419) ships were steered to the south by the magnet. But it was not with the compass alone that the Chinese were so early acquainted: M. Klaproth has shown that they had observed, long before us, the variation of the needle from the true pole.

The author of a Chinese work on medicine and natural history has the following passage :-" When a steel point is rubbed with the magnet, it acquires the property of pointing to the south; yet it declines always to the east, and is not due south. If the needle be passed through a wick (made of a rush) and placed on water, it will also indicate the south, but with a continual inclination towards the point ping, or south." Klaproth then shows that such is actually the case at Peking, according to the observations of Père Amiot, who states, as the result of his own experiments during a number of years, that "the variation of the magnetic needle continues the same in this capital, viz. between 2° and 2° 30′ to the west." Now, as the Chinese suppose that the point of magnetic attraction is to the south, they of course reverse the foregoing terms, and say that the needle points south, with a variation east.

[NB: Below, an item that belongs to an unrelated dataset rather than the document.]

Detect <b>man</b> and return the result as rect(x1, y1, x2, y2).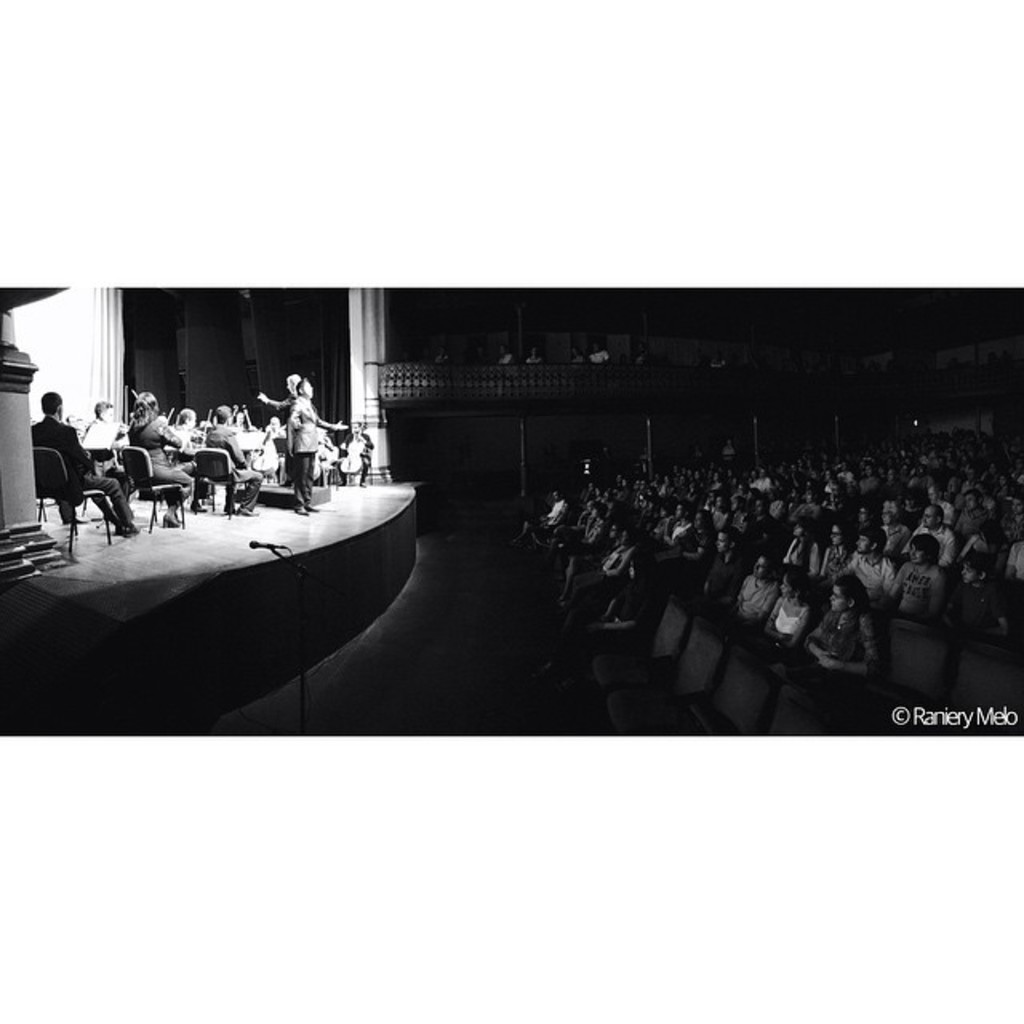
rect(899, 498, 949, 568).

This very difference is a mark of the originality of the Chinese compass, which is farther proved (as Mr. Barrow observes) by their having engrafted upon, and combined with it, their most ancient astrological notions. From the numerous specimens in this country, it may be seen that this instrument, instead of consisting of a moveable card attached to the needle, is simply a needle of less than an inch in length, slung in a glazed hole in the centre of a solid wooden dish, finely varnished. The broad circumference of this dish is marked off into concentric circles, on which are inscribed the eight mystical figures of Fohy, the twelve horary characters, the ten others which, combined with

these, mark the years of the cycle, the twenty-four divisions of their solar year, the twenty-eight lunar mansions, &c.

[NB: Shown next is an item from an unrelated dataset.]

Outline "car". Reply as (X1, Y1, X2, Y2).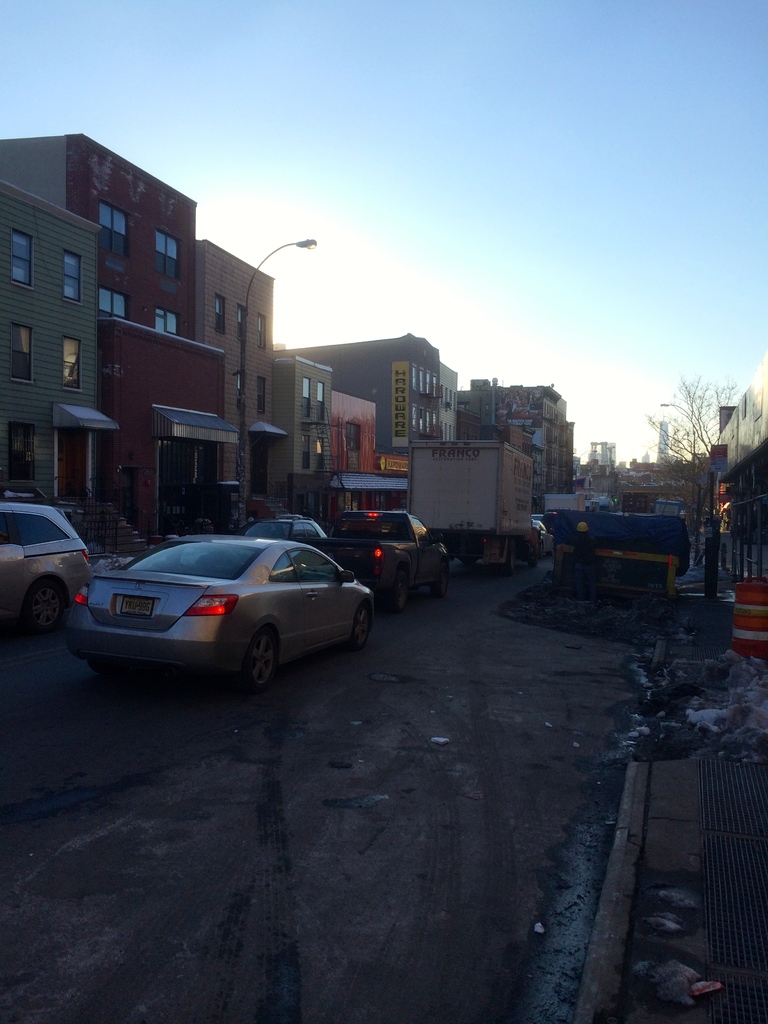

The Chinese, however, appear to have applied the polarity of the magnet to a double purpose, and to have used it in ancient times as a guide on shore as well as at sea. This was effected by a machine called a magnetic car, in which was placed a little figure of a man turning on a point, and having its finger always directed to the same part of the horizon. A representation of the car is inserted in Klaproth's work, as copied from a Chinese encyclopædia. It is stated, in a history of the Tsin dynasty, that the figure placed upon the car represented "a genius in a feather dress," and that, when the emperor went out on state occasions, this car "always led the way, and served to distinguish the four points of the compass." These magnetic cars were also known in Japan about the middle of the seventh century, as is proved from the testimony of Japanese works; but they admit that the invention came from China.

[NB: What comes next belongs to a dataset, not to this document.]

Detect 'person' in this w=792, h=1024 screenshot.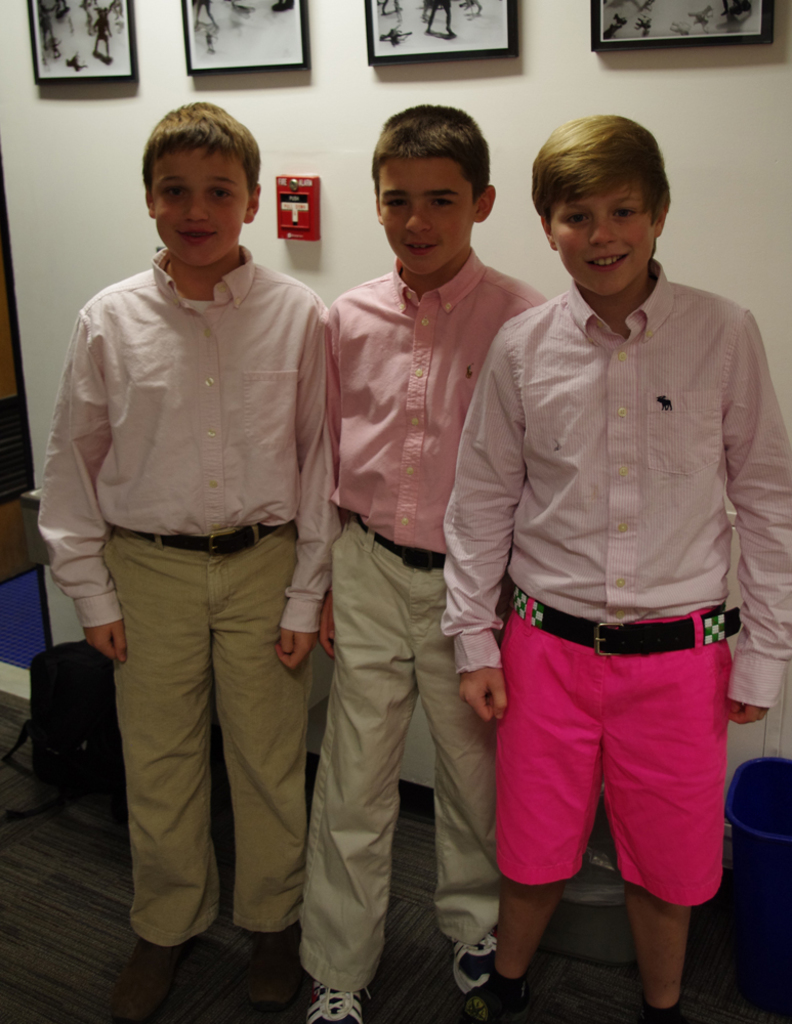
Detection: crop(301, 100, 542, 1023).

But however ancient their knowledge of the compass, the art of navigation among the Chinese has rather retrograded than advanced in later times. It is clear that they once navigated as far as India, and their most distant voyages at present extend no farther than Java, and the Malay islands to the south. The principal obstacle to improvement consists in the unconquerable prejudice which forbids any alteration in the construction of their clumsy and unsafe junks. The hull of these in shape and appearance is not unlike a Chinese shoe, to which it is sometimes compared by themselves.* The stern is cleft, and as it were open, to admit the huge rudder, and thus shelter it

*The eye painted on the bows has a singularly exact parallel in the eye of Osiris, painted on those curious models of Egyptian vessels contained in Mr. Salt's collection of antiquities, sold in London, and many of which may be seen at the British Museum.